The order isn’t accidental — the first two shape everything that follows. These are the questions a good advisor walks through with you. They’re also the questions a leased-line salesperson tends to skip.

Direct links to the Cloud, Data Centres, Voice services? Can my ISP deliver that if I need it?
And how much bandwidth do I need? Usually less than the salesperson quotes — until the day it isn’t.
And does it offer poor support? Contended bandwidth at 5pm on a Tuesday is a different experience to the spec sheet on Monday morning.
Hours of cover. Time-to-fix. Who picks up the phone at 2am. The thing you find out about three days into the outage.
Separate routes? Separate nodes or PoPs? Two carriers entering through different doors may share the same external duct for half a mile — that’s “false diversity”, and it matters.
Multiple core nodes? Multiple upstream connections? The ISP can go down even if your line doesn’t.

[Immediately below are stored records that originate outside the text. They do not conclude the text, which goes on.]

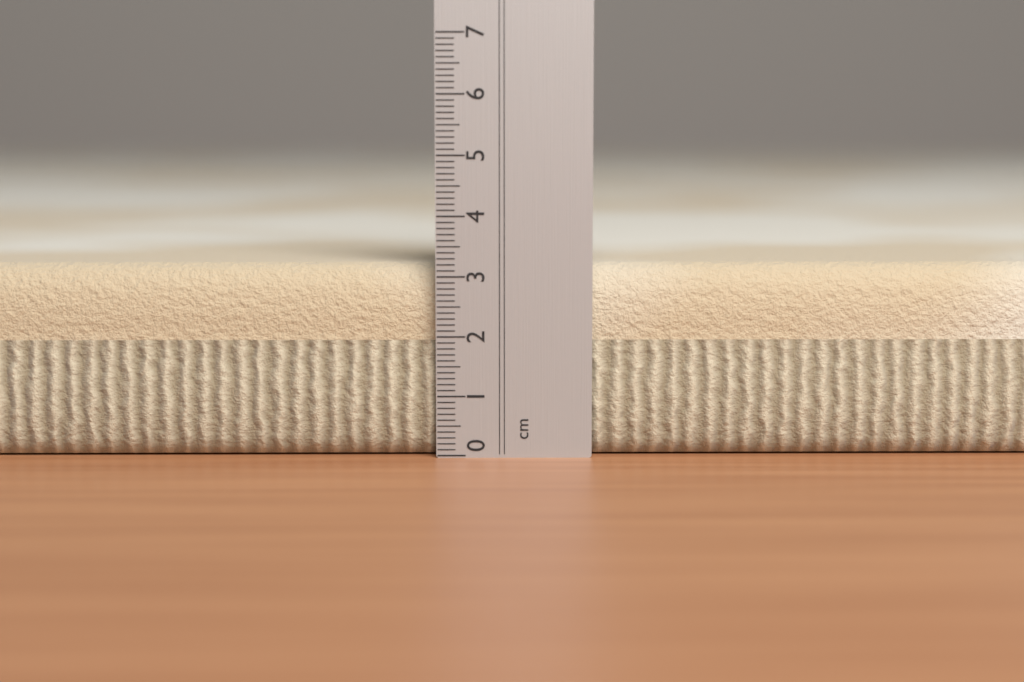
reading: 3.2 cm
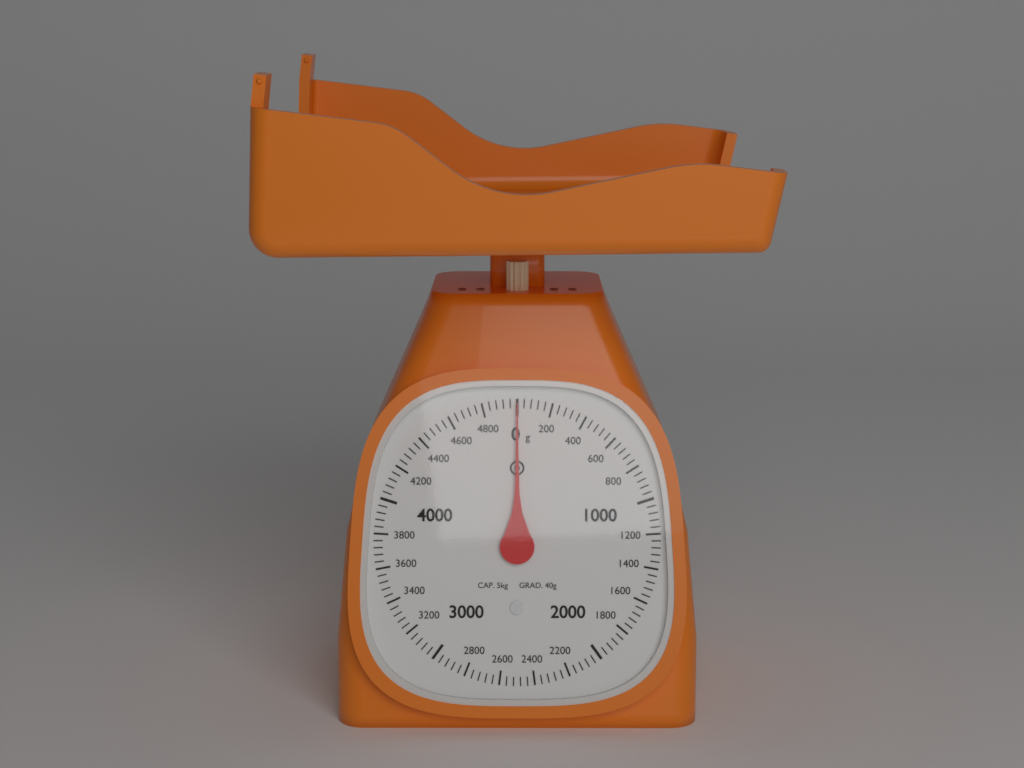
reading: 0 g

Four realistic shapes for a UK business internet service.

The right shape depends on what you’re doing, where you are, and how long the contract needs to last.

Fibre ducting and civils groundwork
FTTP — Fibre to the Premises

Asymmetric speeds. Cheap on month one. Less suitable when you need guaranteed bandwidth, low latency, or symmetric upload.

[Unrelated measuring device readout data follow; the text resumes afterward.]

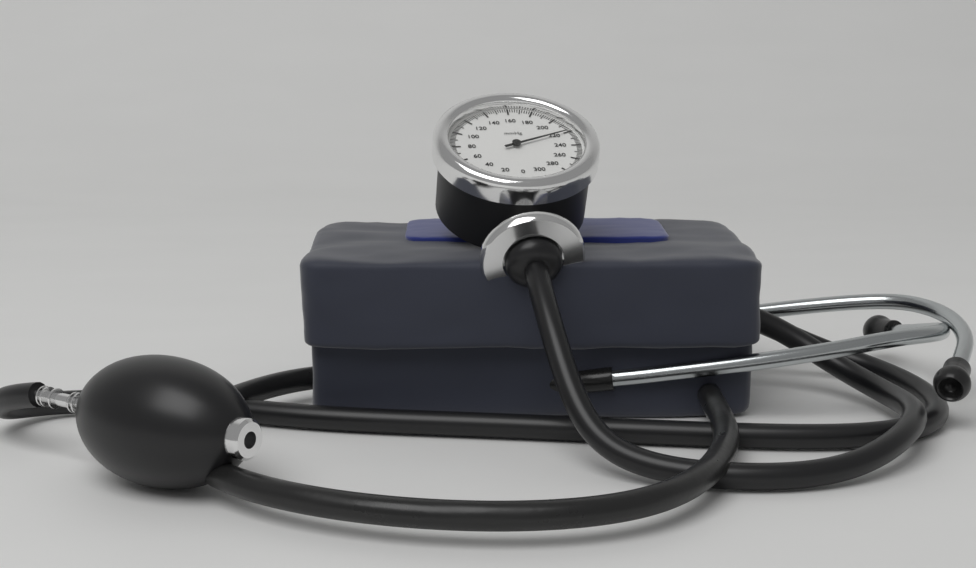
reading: 220 mmHg
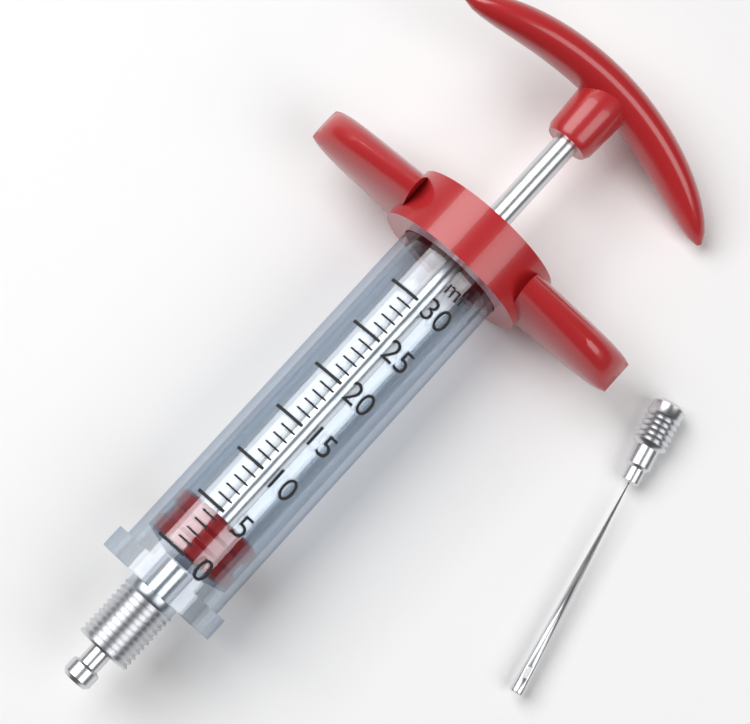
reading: 0 ml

Best when The right answer for many small offices.
Network connectivity visualisation
Leased line

Symmetric, dedicated, contended only at the ISP layer. The cost compounds across the contract — that’s the bit to watch.

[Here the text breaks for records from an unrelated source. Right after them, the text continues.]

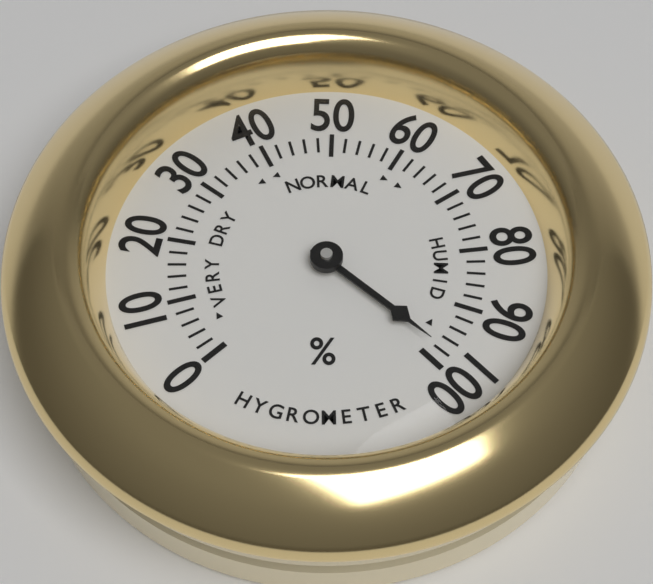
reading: 98 %
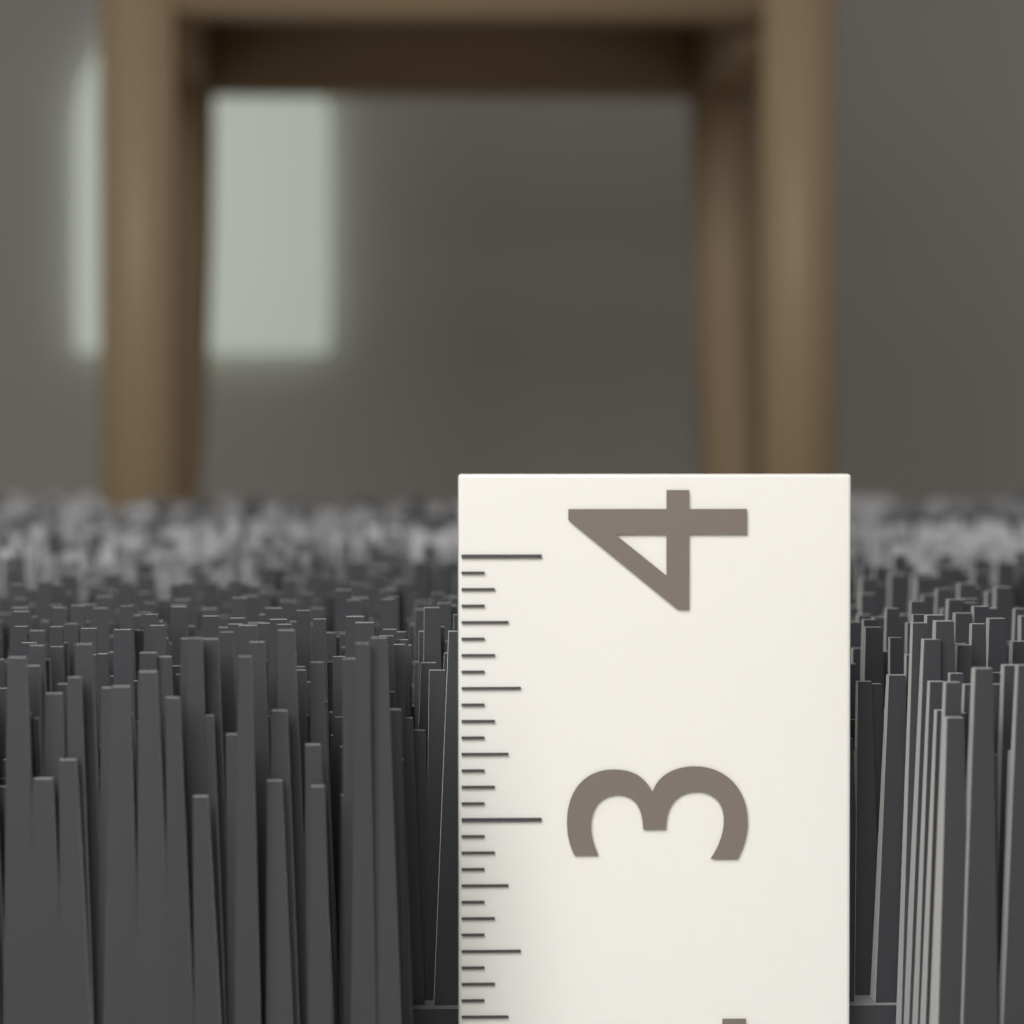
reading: 3.7500 (no unit)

Best when The default for medium businesses.
Illuminated fibre-optic network
Dark fibre

Your fibre, your kit, your bandwidth.

Best when The maths usually favours dark fibre past 10Gbps of sustained traffic, or when you have multiple buildings that need connecting, or when the contract is going to run for five years and beyond.
Network routing across the UK
IRU — Indefeasible Right of Use

A long-term lease that behaves commercially like ownership without the asset on your balance sheet.

Best when Useful for AI infrastructure and DC operators who want the cost certainty of ownership and the procurement model of a lease.

Three things the standard quote tends to skip over.

Excess Construction Charges

Roughly 85% of leased-line quotes contain unlisted ECCs, averaging £1,000 to £10,000 per site. We publish budgetary ranges where we can, and we put any expected ECC in writing before you sign. If we’re wrong, we wear it.

Diversity that isn’t diverse

Two carriers entering through different meet-me points can share the same external duct for considerable distances. We run route audits and use GIS-mapped pinpointing through RADAR to show you what the actual diversity looks like, not what the diagram claims.

Sixteen-week installs

The published industry average for a 1Gbps leased line is 60–120 working days. We’ve seen worse. Our same-week turnaround is for the budgetary quote and getting a surveyor on site — the install itself comes down to civils and wayleaves, which we cost and timeline before you sign.

How it played out

Ask4. Eleven cities. Owned outright.

Ask4 chose Sicom as preferred provider of dark fibre across York, Bath, Southampton, Glasgow, Aberdeen, Lancaster, Falmouth, Sheffield, Nottingham, Cardiff and Birmingham. Eleven cities. Multiple residential buildings per site. Total Care via our RADAR platform — out-of-band monitoring every few seconds, GIS-mapped to the route.

Different shape to a leased-line buy. Same problem at the start — buildings to connect, bandwidth required, a contract that needed to make commercial sense for years.

“The use of multi-core dark fibre cables allows us to benefit from instant scalability. Ownership of the fibre fixes the costs and provides a saving or 50% or more over the projected life of the contract.” — Ask4
Read the Ask4 UK-wide case study

It’s just internet access — isn’t it?

The full SICOM buyer’s guide. Every question worth answering before you sign a business internet contract — written down, in plain English, so you can take it into the decision.

  • FTTP, leased line, dark fibre or IRU — which shape fits, and when
  • The questions a leased-line salesperson tends to skip
  • How to spot false diversity and hidden Excess Construction Charges

The same questions, in more detail.

There’s a longer version of this page — the full SICOM guide to buying the right business internet service.